Институт за литература
Николай Генов
Институт за литература
Регина Койчева
Институт за литература, Българска академия на науките
Екатерина Тодорова
Институт за литература

Богдана Паскалева Sound in Verse: Two Interpretations of Echo in Bulgarian Poetry
Bogdana Paskaleva Sound in Verse: Two Interpretations of Echo in Bulgarian Poetry

  • Summary

    This article examines the relationship between sound and meaning, addressing the questions of the arbitrariness or (partial) motivation of their connection, as well as the related problem of the specific value of linguistic sound in poetic texts. The analytical section of the article comments upon three poetic texts: an episode from the third book of Ovid’s Metamorphoses (ca. AD 8), Ivan Vazov’s poem “Echoes” (1884), and Nadezhda Radulova’s poem “Echo” (2020). The article argues that these three texts share a common poetic strategy that functionalizes sound by combining the repetition of words or word fragments with a transformation of meaning. Thus, new meanings arise through the repetition of an already existing acoustic image.

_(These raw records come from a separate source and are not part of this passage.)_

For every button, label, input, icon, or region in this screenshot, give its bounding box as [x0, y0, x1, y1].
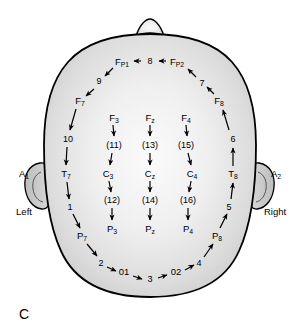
head-outline: [44, 34, 256, 297]
eeg-electrode-diagram: FP1FP2F7F8F3FzF4T7T8C3CzC4P7P8P3PzP40102…: [0, 0, 299, 331]
bracket-number-b14: (14): [142, 195, 158, 205]
electrode-label-f3: F3: [109, 113, 119, 123]
ear-label-a1: A1: [19, 169, 29, 179]
electrode-label-fp2: FP2: [170, 57, 184, 67]
electrode-label-fz: Fz: [145, 113, 154, 123]
bracket-number-b16: (16): [180, 195, 196, 205]
bracket-number-b11: (11): [106, 140, 121, 150]
sequence-number-1: 1: [67, 202, 72, 212]
sequence-number-10: 10: [63, 134, 73, 144]
electrode-label-fp1: FP1: [115, 57, 129, 67]
sequence-number-6: 6: [230, 134, 235, 144]
side-label-right: Right: [264, 206, 286, 217]
electrode-label-f4: F4: [181, 113, 191, 123]
electrode-label-o2: 02: [171, 267, 182, 277]
electrode-label-c3: C3: [103, 169, 114, 179]
sequence-number-2: 2: [98, 258, 103, 268]
bracket-number-b13: (13): [142, 140, 158, 150]
sequence-number-3: 3: [147, 274, 152, 284]
bracket-number-b12: (12): [104, 195, 120, 205]
electrode-label-t7: T7: [61, 169, 71, 179]
electrode-label-pz: Pz: [145, 224, 155, 234]
electrode-label-o1: 01: [119, 267, 130, 277]
electrode-label-f8: F8: [214, 96, 224, 106]
electrode-label-c4: C4: [187, 169, 198, 179]
sequence-number-7: 7: [199, 78, 204, 88]
electrode-label-p3: P3: [107, 224, 117, 234]
electrode-label-cz: Cz: [145, 169, 155, 179]
ear-label-a2: A2: [271, 169, 281, 179]
bracket-number-b15: (15): [178, 140, 194, 150]
panel-letter: C: [19, 306, 29, 322]
sequence-number-9: 9: [96, 76, 101, 86]
electrode-label-p7: P7: [77, 231, 87, 241]
sequence-number-8: 8: [147, 56, 152, 66]
side-label-left: Left: [16, 206, 32, 217]
sequence-number-5: 5: [226, 202, 231, 212]
sequence-number-4: 4: [196, 258, 201, 268]
electrode-label-p8: P8: [212, 231, 222, 241]
electrode-label-f7: F7: [75, 96, 85, 106]
electrode-label-p4: P4: [183, 224, 193, 234]
electrode-label-t8: T8: [228, 169, 238, 179]
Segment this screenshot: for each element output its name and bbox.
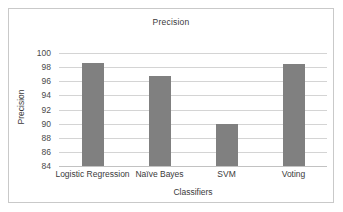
y-axis-tick: 84 bbox=[42, 161, 51, 171]
bar bbox=[283, 64, 305, 166]
x-axis-tick: SVM bbox=[217, 169, 235, 179]
y-axis-tick: 96 bbox=[42, 76, 51, 86]
y-axis-tick: 88 bbox=[42, 133, 51, 143]
x-axis-label: Classifiers bbox=[59, 187, 327, 197]
x-axis-tick: Logistic Regression bbox=[55, 169, 129, 179]
y-axis-tick-labels: 8486889092949698100 bbox=[9, 53, 55, 166]
bar bbox=[82, 63, 104, 166]
chart-screenshot: Precision Precision 8486889092949698100 … bbox=[0, 0, 343, 212]
y-axis-tick: 86 bbox=[42, 147, 51, 157]
y-axis-tick: 100 bbox=[37, 48, 51, 58]
bar-series bbox=[59, 53, 327, 166]
chart-title: Precision bbox=[9, 17, 333, 27]
y-axis-tick: 92 bbox=[42, 105, 51, 115]
bar bbox=[149, 76, 171, 166]
y-axis-tick: 98 bbox=[42, 62, 51, 72]
plot-area bbox=[59, 53, 327, 166]
y-axis-tick: 94 bbox=[42, 90, 51, 100]
y-axis-tick: 90 bbox=[42, 119, 51, 129]
chart-frame: Precision Precision 8486889092949698100 … bbox=[8, 8, 334, 203]
x-axis-tick: Voting bbox=[282, 169, 306, 179]
bar bbox=[216, 124, 238, 166]
gridline bbox=[59, 166, 327, 167]
x-axis-tick-labels: Logistic RegressionNaïve BayesSVMVoting bbox=[59, 169, 327, 183]
x-axis-tick: Naïve Bayes bbox=[135, 169, 183, 179]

    Keywords: Ovid, echo, Bulgarian poetry, sound and meaning


Христо Тодоров [Pseudo?]Demetrian thoughts on the Homeric phonetic idiom
Hristo Hr. Todorov [Pseudo?]Demetrian thoughts on the Homeric phonetic idiom

  • Summary

    The paper begins by criticizing, theoretically and practically, a view that may be termed “the picture−soundtrack dogma”: the view that the sound patterns of a text become expressive only on certain occasions. Then it turns to the analysis of dysphony of the grand style (essentially the substrate of the Homeric style) in [Pseudo?]Demetrius’ treatise De elocutione (Περὶ ἑρμενείας). The main argument is that dysphony is based on phonic density and also that it relates very closely to other levels of the text: metrical, syntactic, semantic etc. 

    Keywords: dysphony, compositionality, phonostylistics, Homer


Георги Илиев Personages of the Pastoral Literature: Subject of Songs or Subject of Pictorial Depictions
Georgi Iliev Personages of the Pastoral Literature: Subject of Songs or Subject of Pictorial Depictions

  • Summary

    The article traces the attitude to music in the Hellenistic Greek novels, namely the pastoral novels and tries to outline the significance of music and musical improvisation in the ancient world. It is shown against the backdrop of the representations of visual images. The text follows an excursus from there on and it is aimed at explaining the fate of music within the tradition of the aesthetics of the Enlightenment. With this purpose in mind, it considers the distinguishing between the varying signs and the divergent content of different arts as it is done in Winkelmann, Lessing and Herder. Visual art is privileged in the whole tradition of aesthetics. This is true mostly for aesthetics, which considers itself to be a philosophy of art and not a science of perceptive faculties and intuition. This tendency reaches its peak in Hegel’s Aesthetics

    Keywords: pastoral, music, aesthetics, sculpture, painting, signs of arts, antiquity


Дияна Николова Carmina Figurata
Diyana Nikolova Carmina Figurata

  • Summary

    The article focuses on the figure poems of Hellenism and on the figure notations of composers from the “Ars subtilior” movement. It discusses the modern experiments with the written word, created during Hellenism and then in the 14th-15th centuries, as they reveal the synthesis between the verbal, visual and auditory. Thereafter and against this tradition, the paper touches upon modern experiments from the 20th century in the works of Erik Satie and Notations by John Cage.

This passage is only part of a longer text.